Peter Gutmann wrote:

That's a good start, but it gets a bit more complicated than that in practice
because you've got multiple components, and a basic red light/green light
system doesn't really provide enough feedback on what's going on.  What you'd
need in practice is (at least) some sort of counter to indicate how many
shares are still outstanding to recreate the secret ("We still need two more
shares, I guess we'll have to call Bob in from Bratislava after all").  Also
the UI for recreating shares if one gets lost gets tricky, depending on how
much metadata you can assume if a share is lost (e.g. "We've lost share 5 of
7" vs. "We've lost one of the seven shares"), and suddenly you get a bit
beyond what the UI of an HSM is capable of dealing with.


There is more than the UI at stake here, i.e. the basic functionality of the scheme. Say you distribute shares in a 4 out of 7 scheme (ABCDEF) and share A is published on the web. How do you recover from the remaining 3 out of 6 scheme into a 4 out of 6 scheme without having a key ceremony?

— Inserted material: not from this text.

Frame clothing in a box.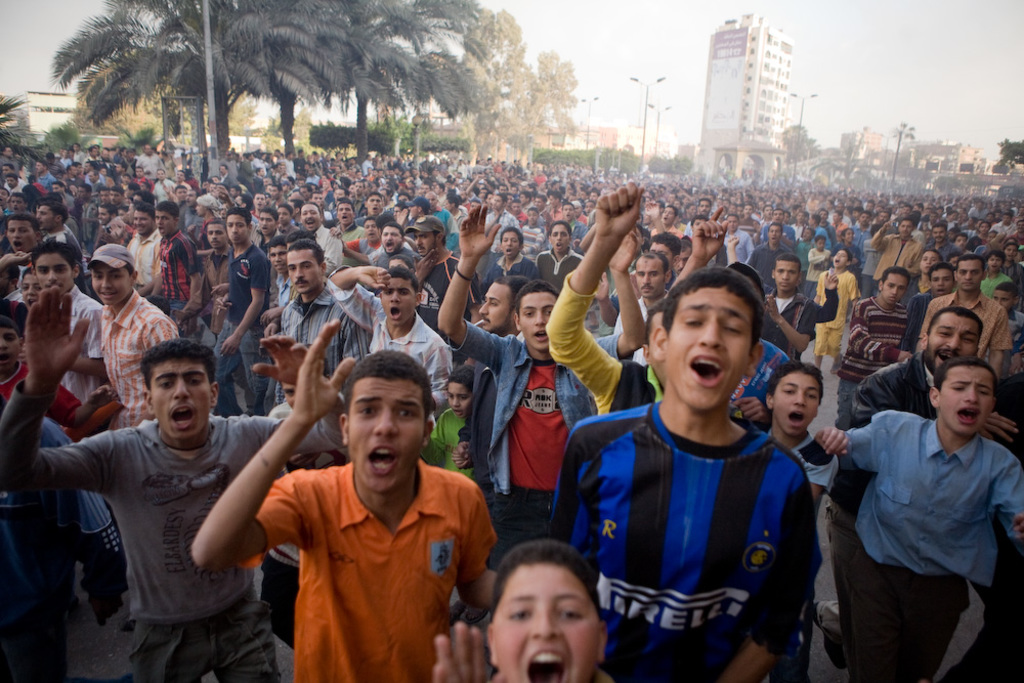
pyautogui.locateOnScreen(101, 294, 185, 431).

In an ad-hoc multi-party scheme, you request 4 of the remaining compliant parties to destroy key material allowing them to participate in a group with the traitor A, but no other key material. No system UI, but admittedly a coordination nightmare!


--
- Thierry Moreau


With a two-share XOR it's much simpler, two red LEDs that turn green when the
share is added, and you're done.  One share is denoted 'A' and the other is
denoted 'B', that should be enough for the shareholder to remember.

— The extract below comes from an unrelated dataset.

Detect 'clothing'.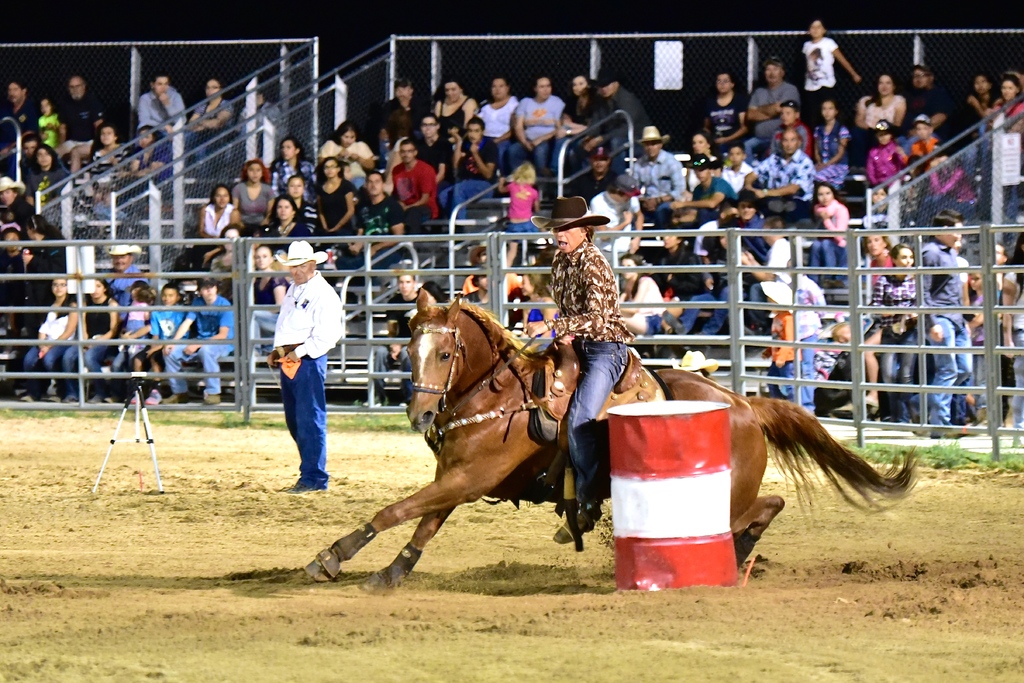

If you really wanted to be rigorous about this you could apply the same sort
of analysis that was used for weak/stronglinks and unique signal generators to
see where your possible failure points lie.  I'm not sure if anyone's ever
done this [0], or whether it's just "build in enough redundancy that we should
be OK".

Peter.

[0] OK, I can imagine scenarios where it's quite probably been done, but
    anyone involved in the work is unlikely to be allowed to talk about it.